● **Required action**: When you transcribe the entries below, keep the wording exact and omit the pictures.
-- Opening Marker --
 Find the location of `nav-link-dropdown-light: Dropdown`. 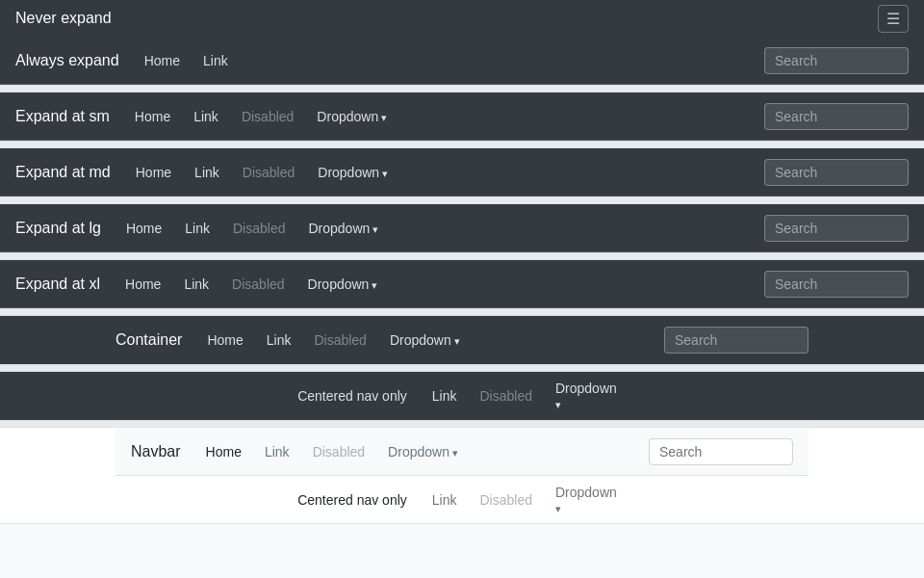

nav-link-dropdown-light: Dropdown is located at coordinates (424, 452).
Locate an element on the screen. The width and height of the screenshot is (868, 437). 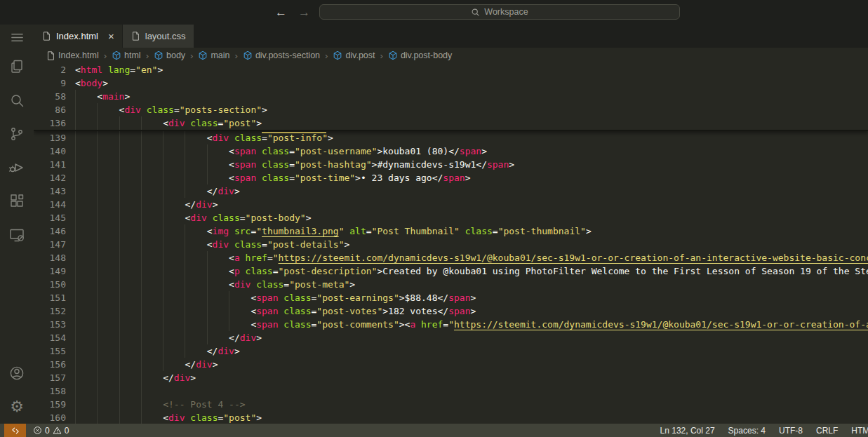
sticky-line: 136<div class="post"> is located at coordinates (450, 123).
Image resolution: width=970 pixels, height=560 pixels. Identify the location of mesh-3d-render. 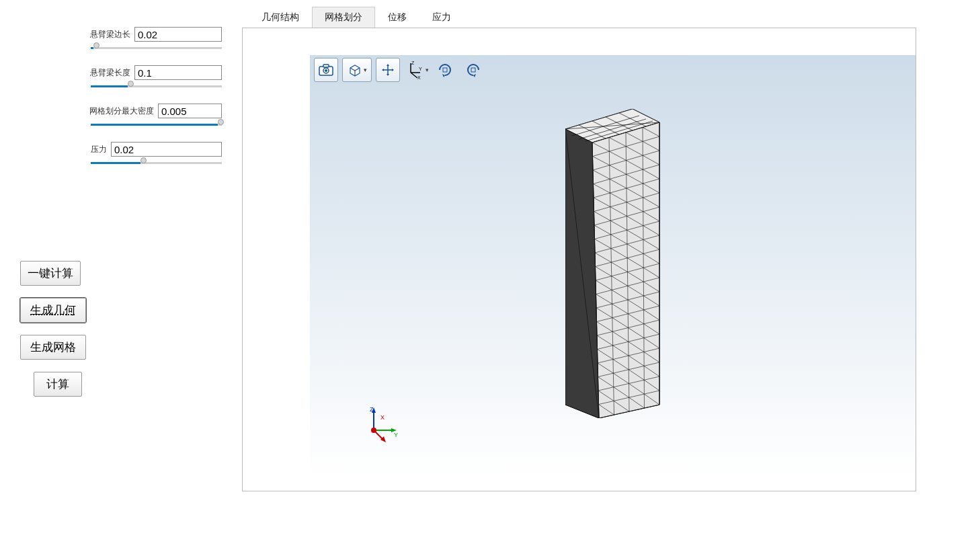
(619, 264).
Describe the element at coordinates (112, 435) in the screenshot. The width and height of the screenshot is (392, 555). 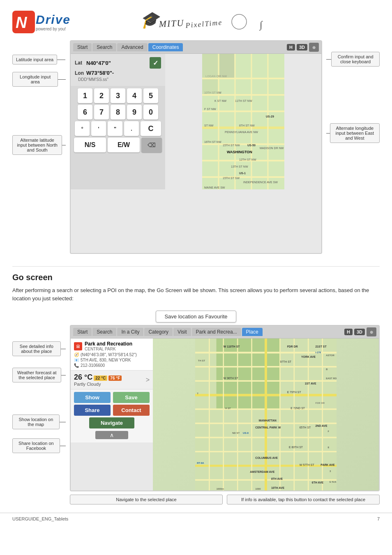
I see `collapse-button: ∧` at that location.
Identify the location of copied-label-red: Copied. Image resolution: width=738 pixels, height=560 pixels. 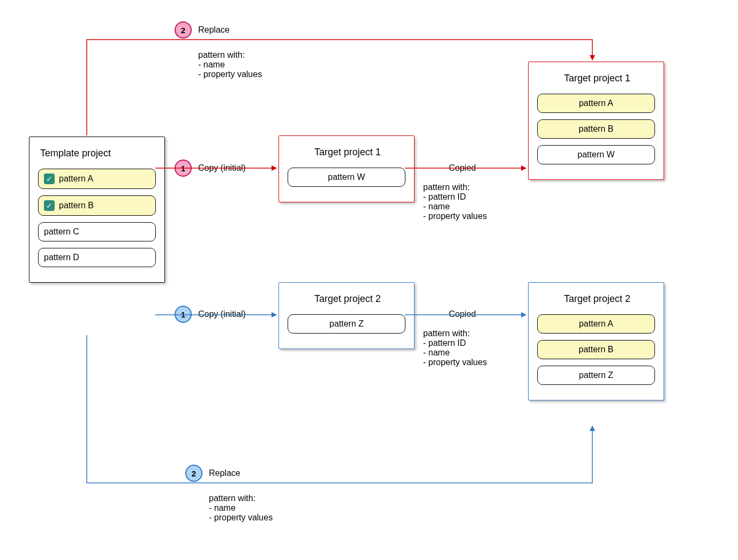
(463, 168).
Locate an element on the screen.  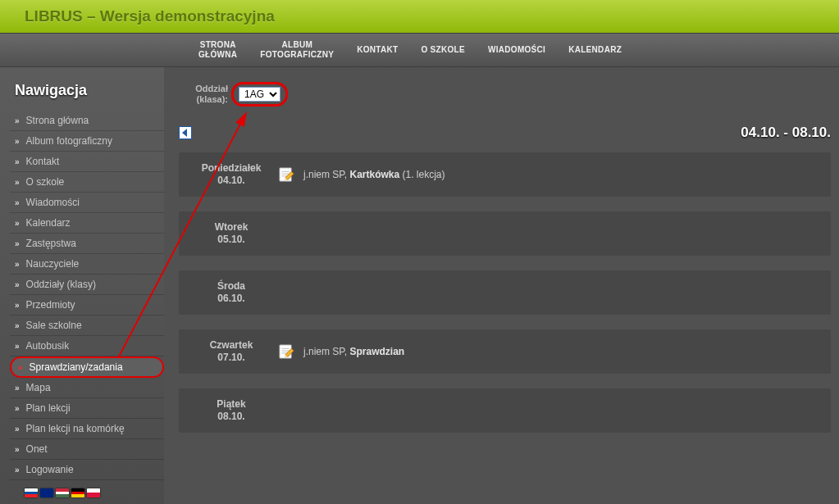
sidebar-item-label: Strona główna is located at coordinates (57, 120).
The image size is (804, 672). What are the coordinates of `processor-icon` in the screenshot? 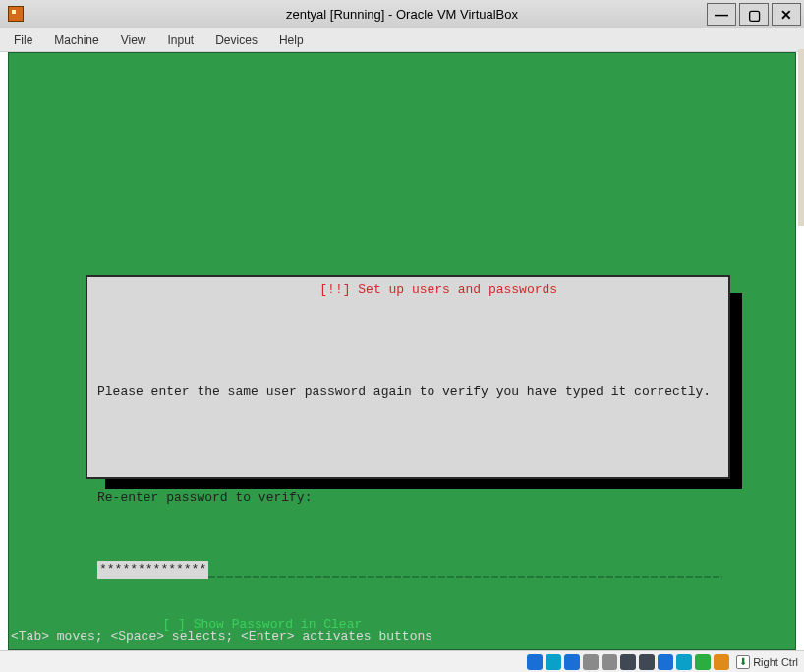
-- Closing Marker --
● **Solution for this task**:
 Find the location of `nav-link-dropdown-light: Dropdown`. 

nav-link-dropdown-light: Dropdown is located at coordinates (424, 452).
Locate an element on the screen. The width and height of the screenshot is (868, 437). 
sticky-line: 136<div class="post"> is located at coordinates (450, 123).
Image resolution: width=970 pixels, height=560 pixels. Identify the location of mesh-3d-render. 
(619, 264).
Describe the element at coordinates (112, 435) in the screenshot. The width and height of the screenshot is (392, 555). 
I see `collapse-button: ∧` at that location.
Identify the location of copied-label-red: Copied. Image resolution: width=738 pixels, height=560 pixels. 
(463, 168).
Locate an element on the screen.  
sidebar-item-label: Strona główna is located at coordinates (57, 120).
The image size is (804, 672). What are the coordinates of `processor-icon` in the screenshot? 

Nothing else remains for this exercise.